Well, I did an entire episode on why the current plan to transfer student loan debt from borrowers to tax payers is a morally hazardous, intellectually vapid, and obviously self-interest vote-buying.
Here’s a synopsis on why to oppose the Biden Administration’s plan to transfer student debt onto all of us.
There is no Constitutional or statutory authority for presidents to spend over $300 billion on a whim. I will play you audio of Nancy Pelosi saying so and remind you the president’s administration said this EXPLICITLY last year.
I suspect attorneys general from conservative states will have to intervene and sue the administration like they did when the administration used power they didn’t exist to expand the eviction moratorium and to implement illegal vaccine mandates.
2. It’s unfair in countless ways.
It’s unfair to people who avoided student loans, to those who already paid them off and to those who are about to take student loans out. It’s also unfair because the policy advantages the privileged, those already making more, and those with more potential earn more over time.
3. It’s going to exacerbate inflation.
Even Larry Summers (on the Left) and OBAMA’s chief economic advisor, Jason Furman, have said the policy pours “gasoline on an inflation fire.”
In this section, I also give you data over the last 20 years that demonstrate everywhere the government is involved in the economy, prices skyrocket. When they’re not involved, prices are stable or decrease over time.
4. It’s typical Leftist redistribution of wealth through taxes.

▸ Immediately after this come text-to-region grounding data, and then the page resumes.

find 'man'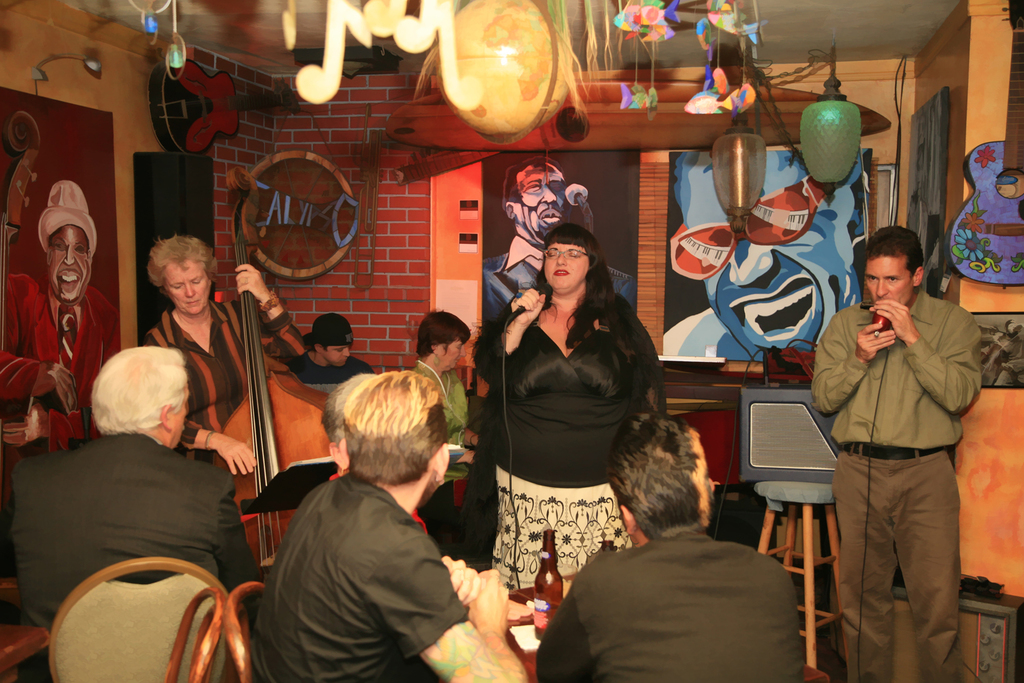
select_region(10, 346, 261, 682)
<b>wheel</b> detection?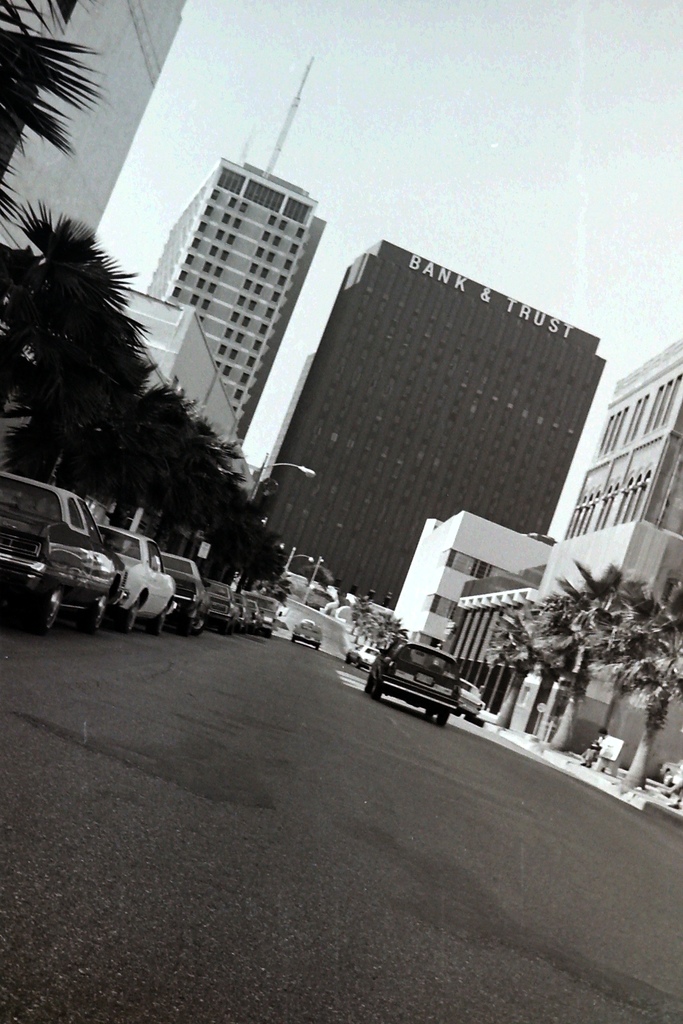
[left=78, top=595, right=111, bottom=634]
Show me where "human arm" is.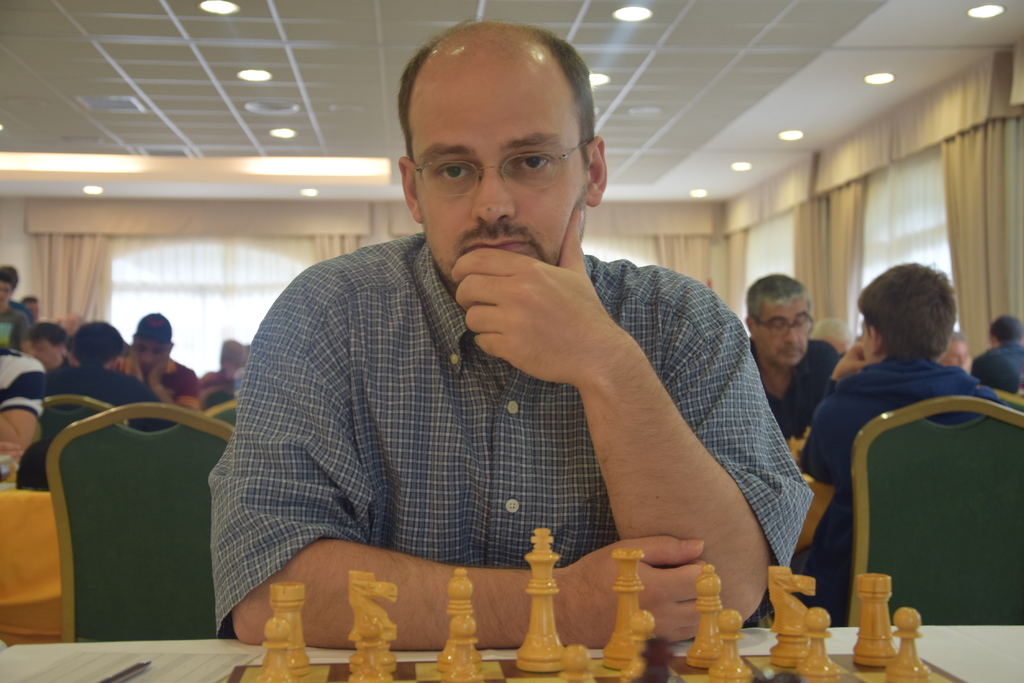
"human arm" is at [left=116, top=340, right=146, bottom=390].
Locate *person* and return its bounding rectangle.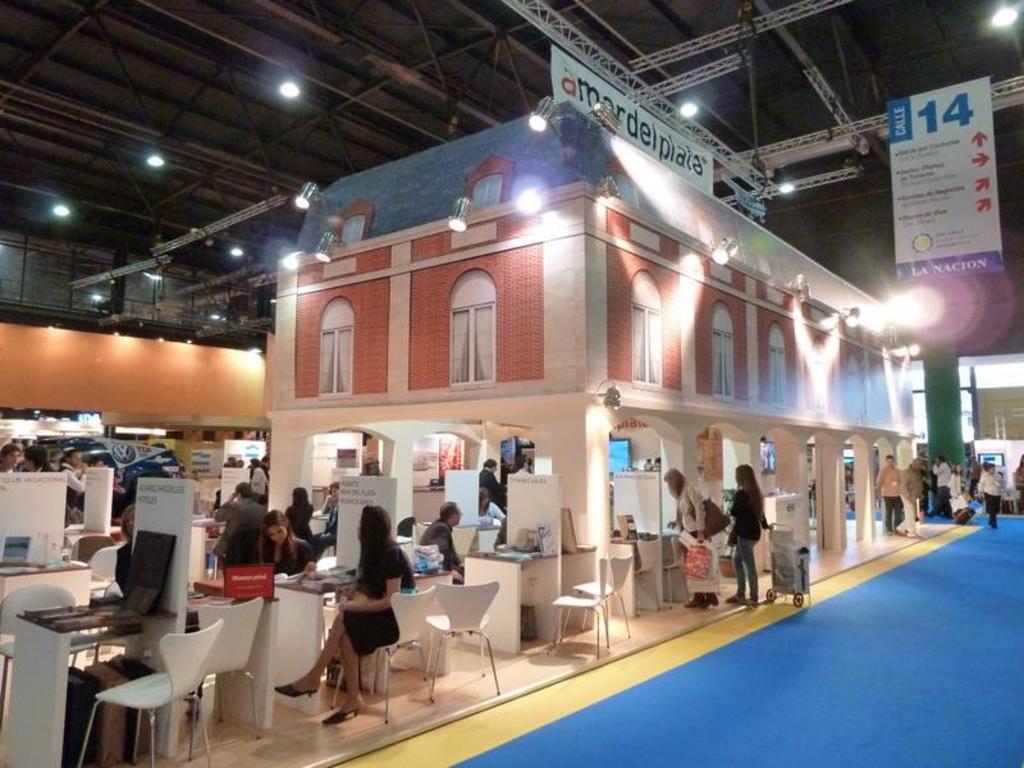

I illustrate it this way. If you received a receipt for your taxes in 2021, it would include a line item for social security, medicare, Medicaid, WIC, unemployment, the military, and a bunch more.
If this is implemented, in 2022, there would be a line where you absorb the cost of someone else’s debt. That’s wrong.
5. We already have a solution.
I’ll explain how the Income Based Repayment system is the solution to this current problem. We still have to work on preventing future debt, but we have the tool to solve this one.
If the plan would have just been to lower the minimum payment, I would have shut up and moved on. Unfortunately, there weren’t a lot of votes in lowering payments.